The Alcázar is a grouping of palaces based on a Muslim fortification built in the 9th century, expanded after the Christian Reconquest in the 13th century, with changes continuing into the 16th century. It is full of horseshoe arches and elaborately carved stucco, includes a room with a long rectangular pool flanked by sunken gardens, surrounded by arches. The gardens are extensive, with many fountains. Unlike the Cathedral, there is of course no way to enter before tourist hours, and although we get in line before it opens, the crowds are quite oppressive and get in the way of the view. Most of my pictures are of the upper half of the room to avoid the tourists; I find that waiting for a group to leave means only that another group will enter. (I am beginning to suffer from tourist fatigue, not being tired but being tired of being a tourist.)

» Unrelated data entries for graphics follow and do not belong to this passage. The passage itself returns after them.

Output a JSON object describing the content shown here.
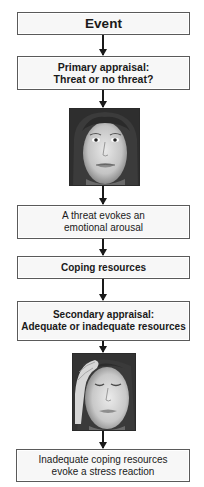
{
  "flowchart": {
    "steps": [
      {
        "type": "box",
        "text": "Event",
        "bold": true
      },
      {
        "type": "box",
        "lines": [
          "Primary appraisal:",
          "Threat or no threat?"
        ],
        "bold": true
      },
      {
        "type": "image",
        "icon": "face-neutral-icon",
        "description": "Face with worried/neutral expression, eyes open"
      },
      {
        "type": "box",
        "lines": [
          "A threat evokes an",
          "emotional arousal"
        ],
        "bold": false
      },
      {
        "type": "box",
        "text": "Coping resources",
        "bold": true
      },
      {
        "type": "box",
        "lines": [
          "Secondary appraisal:",
          "Adequate or inadequate resources"
        ],
        "bold": true
      },
      {
        "type": "image",
        "icon": "face-stressed-icon",
        "description": "Face with eyes closed, hand on forehead"
      },
      {
        "type": "box",
        "lines": [
          "Inadequate coping resources",
          "evoke a stress reaction"
        ],
        "bold": false
      }
    ]
  },
  "colors": {
    "border": "#5a5a5a",
    "box_fill": "#f7f7f7",
    "arrow": "#1a1a1a"
  }
}
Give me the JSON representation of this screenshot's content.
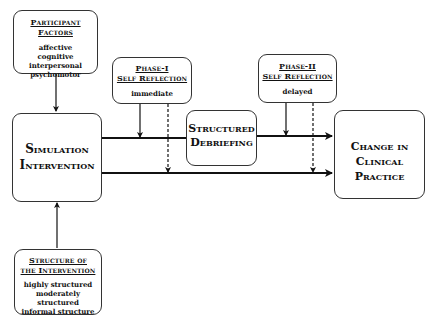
{
  "diagram": {
    "participant_factors": {
      "title": "Participant Factors",
      "items": [
        "affective",
        "cognitive",
        "interpersonal",
        "psychomotor"
      ]
    },
    "phase1": {
      "title_line1": "Phase-I",
      "title_line2": "Self Reflection",
      "timing": "immediate"
    },
    "phase2": {
      "title_line1": "Phase-II",
      "title_line2": "Self Reflection",
      "timing": "delayed"
    },
    "simulation": {
      "line1": "Simulation",
      "line2": "Intervention"
    },
    "debriefing": {
      "line1": "Structured",
      "line2": "Debriefing"
    },
    "outcome": {
      "line1": "Change in",
      "line2": "Clinical Practice"
    },
    "structure": {
      "title_line1": "Structure of",
      "title_line2": "the Intervention",
      "items": [
        "highly structured",
        "moderately structured",
        "informal structure"
      ]
    },
    "colors": {
      "line": "#111111",
      "box_border": "#333333",
      "background": "#ffffff"
    }
  }
}
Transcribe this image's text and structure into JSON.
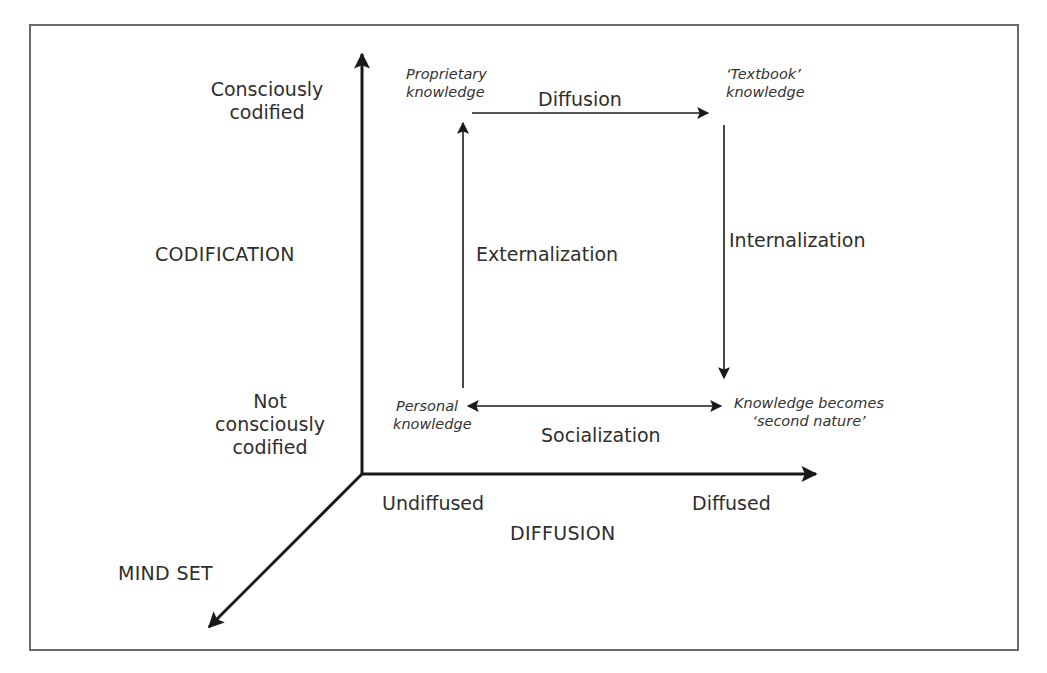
{
  "diagram": {
    "type": "knowledge-cycle-3d-axes",
    "axes": {
      "codification": {
        "title": "CODIFICATION",
        "high_label": "Consciously codified",
        "high_lines": [
          "Consciously",
          "codified"
        ],
        "low_label": "Not consciously codified",
        "low_lines": [
          "Not",
          "consciously",
          "codified"
        ]
      },
      "diffusion": {
        "title": "DIFFUSION",
        "low_label": "Undiffused",
        "high_label": "Diffused"
      },
      "mindset": {
        "title": "MIND SET"
      }
    },
    "nodes": {
      "proprietary": {
        "lines": [
          "Proprietary",
          "knowledge"
        ]
      },
      "textbook": {
        "lines": [
          "‘Textbook’",
          "knowledge"
        ]
      },
      "personal": {
        "lines": [
          "Personal",
          "knowledge"
        ]
      },
      "second_nature": {
        "lines": [
          "Knowledge becomes",
          "‘second nature’"
        ]
      }
    },
    "processes": {
      "diffusion": "Diffusion",
      "externalization": "Externalization",
      "internalization": "Internalization",
      "socialization": "Socialization"
    },
    "edges": [
      {
        "from": "personal",
        "to": "proprietary",
        "label": "Externalization",
        "direction": "up"
      },
      {
        "from": "proprietary",
        "to": "textbook",
        "label": "Diffusion",
        "direction": "right"
      },
      {
        "from": "textbook",
        "to": "second_nature",
        "label": "Internalization",
        "direction": "down"
      },
      {
        "from": "second_nature",
        "to": "personal",
        "label": "Socialization",
        "direction": "bidirectional"
      }
    ],
    "colors": {
      "line": "#1a1a1a",
      "frame": "#6a6a6a",
      "text": "#2e2e2e"
    }
  }
}
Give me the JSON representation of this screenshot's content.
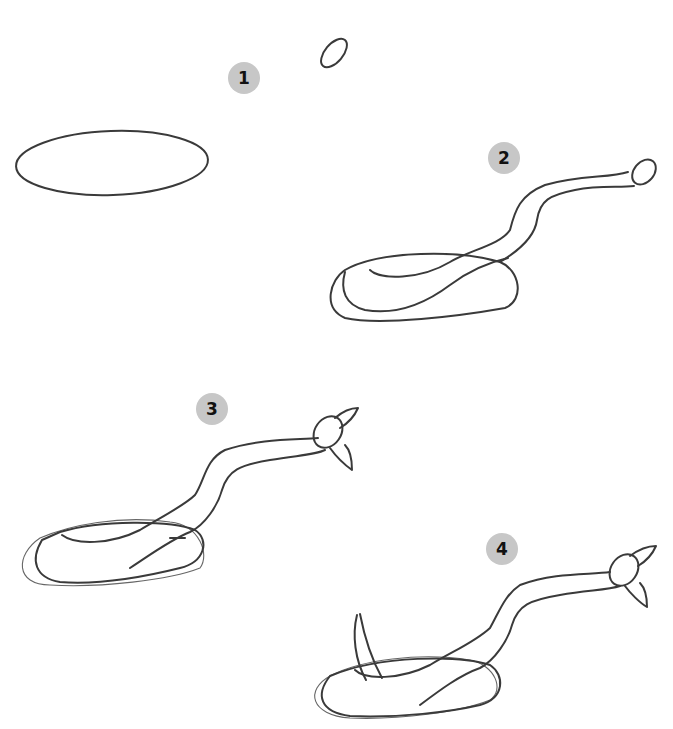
{
  "steps": [
    {
      "number": "1",
      "description": "Draw a flat oval body base and a small oval head"
    },
    {
      "number": "2",
      "description": "Connect with a curving neck coiled over the base"
    },
    {
      "number": "3",
      "description": "Add the head shape and hood"
    },
    {
      "number": "4",
      "description": "Add the raised tail"
    }
  ],
  "colors": {
    "badge": "#c7c7c7",
    "stroke": "#3a3a3a",
    "background": "#ffffff"
  }
}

We do an enormous amount of walking--south from the Cathedral to the Plaza de España, an enormous semicircular three-story structure of brick, tile, and marble constructed for the 1929 Iberian-American Espo, another day cross the Guadalquivir River on the Triana Bridge to wander in the neighborhood of that name, visiting ceramics shops, I shooting photos of church towers and flower-filled wrought-iron balconies, discovering that in the market the space above the stalls is covered with tiles in elaborate designs. By the Torre de Oro (Gold Tower), a defensive tower built by the river during the 13th century (a Muslim period), we board a boat for a one-hour cruise, not a resounding success because there are about a hundred kiddies on board, you can only hear the commentary if you stand directly in front of a speaker, and what you can see is mostly bridges. Walking by the river turns out to be more rewarding.

I am returning to train travel to get to Granada, my final destination in Spain, on Monday the 29th.